In an experiment, participants were asked to answer trivia questions. The participants were told that they would be tested later, and the nature of the test was made very clear: They would be given a blank sheet of paper and, without being asked the questions again, they would be asked to free-recall the answers. During the question answering phase, after each correct answer, the participants were asked to predict the probability that they would be able to recall the answer again on the final test. The results were surprising: The more confident participants were that they would recall an answer, the less likely they were to recall it.
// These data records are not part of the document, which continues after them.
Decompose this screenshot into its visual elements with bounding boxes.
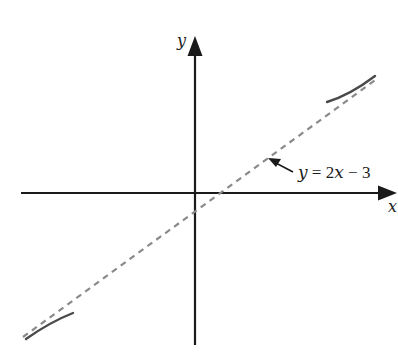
y-axis <box>188 36 203 345</box>
asymptote-label-eq: = 2 <box>308 163 335 182</box>
curve-upper-right-branch <box>327 76 375 102</box>
asymptote-label-y: y <box>297 162 308 182</box>
asymptote-label: y = 2x − 3 <box>297 162 370 182</box>
pointer-arrowhead-icon <box>268 158 281 167</box>
asymptote-pointer-arrow <box>268 158 293 172</box>
x-axis-label: x <box>388 197 397 216</box>
y-axis-label: y <box>176 31 187 50</box>
asymptote-label-x: x <box>334 162 344 182</box>
asymptote-label-rest: − 3 <box>344 163 371 182</box>
diagram-canvas: y = 2x − 3 y x <box>0 0 398 359</box>
y-axis-arrowhead-icon <box>188 36 203 56</box>
asymptote-line <box>23 78 378 337</box>
x-axis <box>21 186 397 201</box>
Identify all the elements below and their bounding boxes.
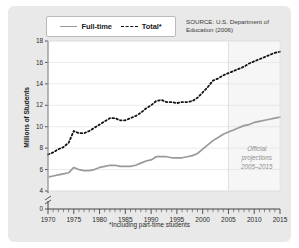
chart-inner: SOURCE: U.S. Department of Education (20… xyxy=(8,6,291,242)
line-solid-icon xyxy=(60,26,77,27)
legend-item-total: Total* xyxy=(121,22,162,31)
y-tick-label: 0 xyxy=(39,205,43,212)
line-dashed-icon xyxy=(121,26,138,27)
legend-label-full-time: Full-time xyxy=(81,22,111,31)
chart-footnote: *Including part-time students xyxy=(8,221,291,228)
y-tick-label: 10 xyxy=(36,123,44,130)
y-tick-label: 12 xyxy=(36,101,44,108)
projection-annotation-line1: Official xyxy=(247,145,267,152)
chart-card: SOURCE: U.S. Department of Education (20… xyxy=(8,6,291,242)
y-tick-label: 4 xyxy=(39,187,43,194)
plot-area: 0468101214161819701975198019851990199520… xyxy=(8,6,291,242)
legend-label-total: Total* xyxy=(142,22,162,31)
y-tick-label: 6 xyxy=(39,166,43,173)
projection-annotation-line2: projections xyxy=(241,154,273,162)
y-tick-label: 14 xyxy=(36,80,44,87)
y-tick-label: 18 xyxy=(36,37,44,44)
chart-legend: Full-time Total* xyxy=(46,16,176,37)
legend-item-full-time: Full-time xyxy=(60,22,111,31)
y-tick-label: 16 xyxy=(36,59,44,66)
projection-annotation-line3: 2005–2015 xyxy=(240,163,273,170)
y-tick-label: 8 xyxy=(39,144,43,151)
y-axis-label: Millions of Students xyxy=(23,83,30,153)
line-chart-svg: 0468101214161819701975198019851990199520… xyxy=(8,6,291,242)
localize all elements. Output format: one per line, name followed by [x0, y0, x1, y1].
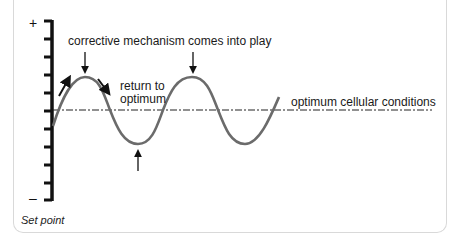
return-label-line2: optimum — [120, 93, 166, 106]
optimum-label: optimum cellular conditions — [291, 96, 436, 109]
axis-minus-label: – — [29, 191, 37, 205]
corrective-label: corrective mechanism comes into play — [68, 35, 271, 48]
set-point-label: Set point — [21, 214, 64, 226]
y-axis — [44, 20, 52, 201]
axis-plus-label: + — [29, 16, 37, 30]
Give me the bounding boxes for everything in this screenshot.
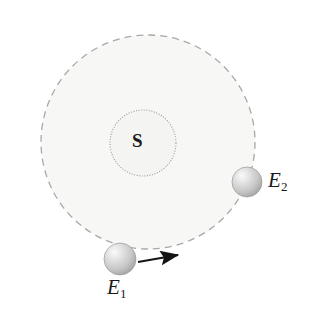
sun-label: S — [132, 131, 143, 150]
orbit-direction-arrow — [138, 255, 178, 262]
diagram-canvas — [0, 0, 320, 310]
orbit-diagram: S E1 E2 — [0, 0, 320, 310]
earth-position-1-label-subscript: 1 — [120, 286, 127, 301]
earth-position-2-label-subscript: 2 — [281, 179, 288, 194]
earth-position-1-label: E1 — [107, 277, 126, 298]
earth-position-1-label-base: E — [107, 275, 120, 299]
earth-position-2-sphere — [232, 167, 262, 197]
sun-circle — [110, 110, 176, 176]
earth-position-1-sphere — [104, 243, 136, 275]
earth-position-2-label-base: E — [268, 168, 281, 192]
earth-position-2-label: E2 — [268, 170, 287, 191]
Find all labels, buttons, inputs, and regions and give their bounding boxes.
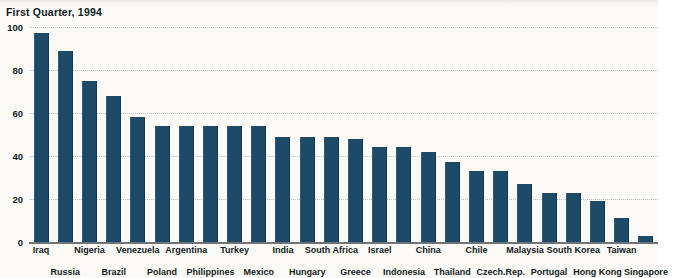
bar-slot: [29, 27, 53, 242]
bar: [493, 171, 508, 242]
bar: [445, 162, 460, 242]
bar-slot: [368, 27, 392, 242]
x-axis-line: [29, 242, 658, 244]
bar-slot: [416, 27, 440, 242]
bar: [590, 201, 605, 242]
bar: [421, 152, 436, 242]
bar: [34, 33, 49, 242]
bar-slot: [53, 27, 77, 242]
bar-slot: [343, 27, 367, 242]
bar: [58, 51, 73, 242]
y-axis-tick-80: 80: [12, 65, 23, 76]
bar-slot: [464, 27, 488, 242]
x-axis-label: Singapore: [615, 267, 673, 278]
x-axis: IraqRussiaNigeriaBrazilVenezuelaPolandAr…: [29, 245, 658, 278]
x-axis-label: Taiwan: [591, 245, 653, 256]
bar-slot: [77, 27, 101, 242]
bar-slot: [126, 27, 150, 242]
bar-slot: [392, 27, 416, 242]
y-axis-tick-20: 20: [12, 194, 23, 205]
bar: [372, 147, 387, 242]
bar: [275, 137, 290, 242]
bar-slot: [610, 27, 634, 242]
bar: [348, 139, 363, 242]
bar-slot: [561, 27, 585, 242]
bar-slot: [271, 27, 295, 242]
y-axis: 020406080100: [0, 27, 26, 242]
y-axis-tick-40: 40: [12, 151, 23, 162]
y-axis-tick-60: 60: [12, 108, 23, 119]
bar-slot: [223, 27, 247, 242]
bar-slot: [585, 27, 609, 242]
bar: [106, 96, 121, 242]
bar-slot: [537, 27, 561, 242]
bar-series: [29, 27, 658, 242]
bar: [82, 81, 97, 242]
bar-slot: [247, 27, 271, 242]
bar: [227, 126, 242, 242]
bar: [542, 193, 557, 242]
bar-slot: [440, 27, 464, 242]
bar: [469, 171, 484, 242]
bar: [300, 137, 315, 242]
bar-slot: [513, 27, 537, 242]
bar: [251, 126, 266, 242]
bar-slot: [198, 27, 222, 242]
bar-slot: [174, 27, 198, 242]
bar: [614, 218, 629, 242]
bar-slot: [150, 27, 174, 242]
bar: [517, 184, 532, 242]
bar: [155, 126, 170, 242]
bar-slot: [634, 27, 658, 242]
bar: [396, 147, 411, 242]
bar-slot: [102, 27, 126, 242]
bar: [203, 126, 218, 242]
plot-area: [29, 27, 658, 242]
bar-slot: [489, 27, 513, 242]
y-axis-tick-100: 100: [7, 22, 23, 33]
bar: [179, 126, 194, 242]
bar: [130, 117, 145, 242]
chart-title: First Quarter, 1994: [6, 6, 102, 18]
bar: [566, 193, 581, 242]
bar-slot: [295, 27, 319, 242]
bar: [324, 137, 339, 242]
bar-slot: [319, 27, 343, 242]
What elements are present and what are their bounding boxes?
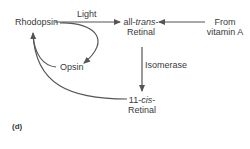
cis-line2: Retinal (128, 105, 156, 115)
edge-label-light: Light (77, 9, 97, 19)
all-trans-line2: Retinal (127, 27, 155, 37)
cis-suffix: - (152, 95, 155, 105)
all-trans-italic: trans (136, 17, 156, 27)
arrow-to-opsin (60, 23, 98, 63)
all-trans-suffix: - (156, 17, 159, 27)
from-line1: From (215, 17, 236, 27)
edge-label-isomerase: Isomerase (145, 60, 187, 70)
arrow-opsin-to-rhodopsin (33, 34, 56, 67)
node-opsin: Opsin (60, 62, 84, 72)
node-11-cis-retinal: 11-cis- Retinal (126, 95, 158, 115)
cis-italic: cis (141, 95, 152, 105)
all-trans-prefix: all- (123, 17, 135, 27)
cis-prefix: 11- (129, 95, 141, 105)
from-line2: vitamin A (207, 27, 244, 37)
node-from-vitamin-a: From vitamin A (206, 17, 244, 37)
node-rhodopsin: Rhodopsin (15, 17, 58, 27)
figure-label: (d) (12, 122, 22, 132)
node-all-trans-retinal: all-trans- Retinal (123, 17, 159, 37)
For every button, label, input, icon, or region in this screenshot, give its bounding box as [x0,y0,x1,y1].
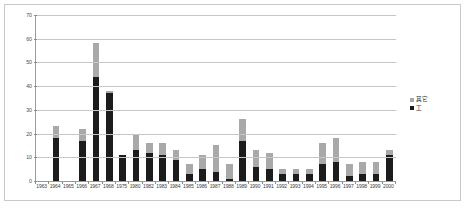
x-axis-tick-mark [102,181,103,184]
bar-column[interactable] [333,138,339,181]
x-axis-tick-mark [142,181,143,184]
bar-column[interactable] [306,169,312,181]
gridline [36,110,396,111]
y-axis-tick-mark [34,134,37,135]
bar-segment [186,174,192,181]
bar-segment [53,126,59,138]
bar-segment [213,172,219,181]
legend-label: 其它 [416,97,428,103]
x-axis-tick-mark [328,181,329,184]
y-axis-tick-mark [34,86,37,87]
bar-segment [199,169,205,181]
bar-column[interactable] [213,145,219,181]
y-axis: 010203040506070 [5,15,32,185]
bar-column[interactable] [253,150,259,181]
bar-segment [93,77,99,181]
gridline [36,15,396,16]
legend-item[interactable]: 工 [410,106,458,112]
bar-segment [359,162,365,174]
bar-segment [266,169,272,181]
x-axis-tick-mark [262,181,263,184]
bar-column[interactable] [173,150,179,181]
bar-column[interactable] [146,143,152,181]
gridline [36,157,396,158]
bar-column[interactable] [359,162,365,181]
x-axis-tick-mark [182,181,183,184]
bar-segment [106,93,112,181]
x-axis-tick-label: 2000 [377,184,399,189]
bar-segment [133,150,139,181]
y-axis-tick-label: 30 [6,108,32,113]
bar-column[interactable] [93,43,99,181]
bar-column[interactable] [319,143,325,181]
x-axis-tick-mark [275,181,276,184]
chart-frame: 010203040506070 196319641965196619671968… [4,4,461,201]
x-axis-tick-mark [342,181,343,184]
bar-column[interactable] [106,91,112,181]
legend-swatch-icon [410,106,414,110]
bar-segment [359,174,365,181]
x-axis-tick-mark [35,181,36,184]
bar-segment [79,129,85,141]
gridline [36,39,396,40]
y-axis-tick-mark [34,110,37,111]
bar-column[interactable] [239,119,245,181]
x-axis-tick-mark [395,181,396,184]
x-axis-tick-mark [208,181,209,184]
x-axis-tick-mark [168,181,169,184]
bar-column[interactable] [279,169,285,181]
bar-segment [279,174,285,181]
x-axis-tick-mark [128,181,129,184]
x-axis-tick-mark [382,181,383,184]
y-axis-tick-label: 50 [6,60,32,65]
bar-column[interactable] [186,164,192,181]
bar-column[interactable] [119,155,125,181]
bar-segment [79,141,85,181]
legend-label: 工 [416,106,422,112]
bar-segment [186,164,192,173]
y-axis-tick-mark [34,15,37,16]
bar-segment [293,174,299,181]
bar-segment [213,145,219,171]
bar-segment [373,162,379,174]
x-axis-tick-mark [75,181,76,184]
bar-column[interactable] [159,143,165,181]
bar-segment [173,160,179,181]
x-axis-tick-mark [88,181,89,184]
bar-segment [159,155,165,181]
bar-column[interactable] [346,164,352,181]
bar-column[interactable] [199,155,205,181]
x-axis-tick-mark [115,181,116,184]
x-axis-tick-mark [235,181,236,184]
y-axis-tick-mark [34,157,37,158]
bar-segment [119,155,125,181]
bar-column[interactable] [386,150,392,181]
bar-segment [239,141,245,181]
x-axis-tick-mark [248,181,249,184]
x-axis-tick-mark [355,181,356,184]
bar-segment [386,155,392,181]
y-axis-tick-label: 40 [6,84,32,89]
y-axis-tick-label: 70 [6,13,32,18]
x-axis-labels: 1963196419651966196719681975198019821983… [35,184,395,196]
bar-column[interactable] [79,129,85,181]
x-axis-tick-mark [315,181,316,184]
x-axis-tick-mark [222,181,223,184]
bar-column[interactable] [373,162,379,181]
bar-segment [53,138,59,181]
legend-swatch-icon [410,98,414,102]
bar-segment [253,167,259,181]
bar-segment [306,174,312,181]
bar-segment [159,143,165,155]
bar-column[interactable] [226,164,232,181]
x-axis-tick-mark [302,181,303,184]
gridline [36,62,396,63]
x-axis-tick-mark [195,181,196,184]
bar-column[interactable] [53,126,59,181]
plot-area [35,15,396,182]
bar-column[interactable] [293,169,299,181]
bar-segment [333,138,339,162]
y-axis-tick-mark [34,62,37,63]
x-axis-tick-mark [62,181,63,184]
legend-item[interactable]: 其它 [410,97,458,103]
This outcome occurred because participants predicted they would be able to recall the answer to questions that they answered quickly, but they were most likely to free-recall answers that they had thought about for a long time.  This means that efforts to process the questions and look for the answers in memory strengthened learning and increased the likelihood of retrieving the information later.  

In another study, researchers presented to participants paintings by 12 different artists. Some artists’ paintings were presented on consecutive trials while other artists’ paintings were presented interleaved with other paintings. As a test, participants were asked which artist painted each of a set of previously un-presented paintings. They were more accurate following interleaved (i.e., spaced) learning than following blocked (i.e., massed) learning. Blocking may have made it easier to notice similarities within a given artist’s paintings, whereas the value of interleaving appears to lie, at least in part, in highlighting differences between categories.  The comparison process causes the mental representation to be more abstract, with conceptualization of the categories of the differences and the relations between them. 

In the domain of motor skills there is substantial support for the idea that interleaving practice on separate skills to be learned, such as the several strokes in tennis, requires that motor programs corresponding to those skills be repeatedly reloaded, rather than executed over and over again, which has learning benefits.

The authors recommend designing textbooks that don’t mass one topic at a time but periodically return to prior topics in an effort to promote spaced learning.

What about mistakes and errors made during learning?  Anticipating, unsuccessfully, a to-be-learned response can enhance learning.  If participants are asked to predict what associate of a given cue word (e.g., Whale) is to be learned before they are shown the actual to-be-learned target (e.g., Mammal), their later cued recall (e.g., Whale: __?__) of the target word is enhanced, versus a pure study condition (e.g., Whale: Mammal), even when the predicted associate  differs from the target associate.

Making errors is often an essential component of efficient learning.  Manipulations that eliminate errors can often eliminate learning. Thus, for example, when retrieval of to-be-learned information is made so easy as to insure success, the benefits of such retrieval as a learning event tend to be mostly or entirely eliminated.  Introducing desirable difficulties into learning procedures, for example, such as variation or interleaving, tends to result in more errors being made during the acquisition process, but it also tends to enhance long-term retention and transfer.   Making  errors appears to create opportunities for learning and, surprisingly, that seems particularly true when errors are made with high confidence.  Feedback was especially effective when it followed errors made with high confidence versus errors made with low confidence.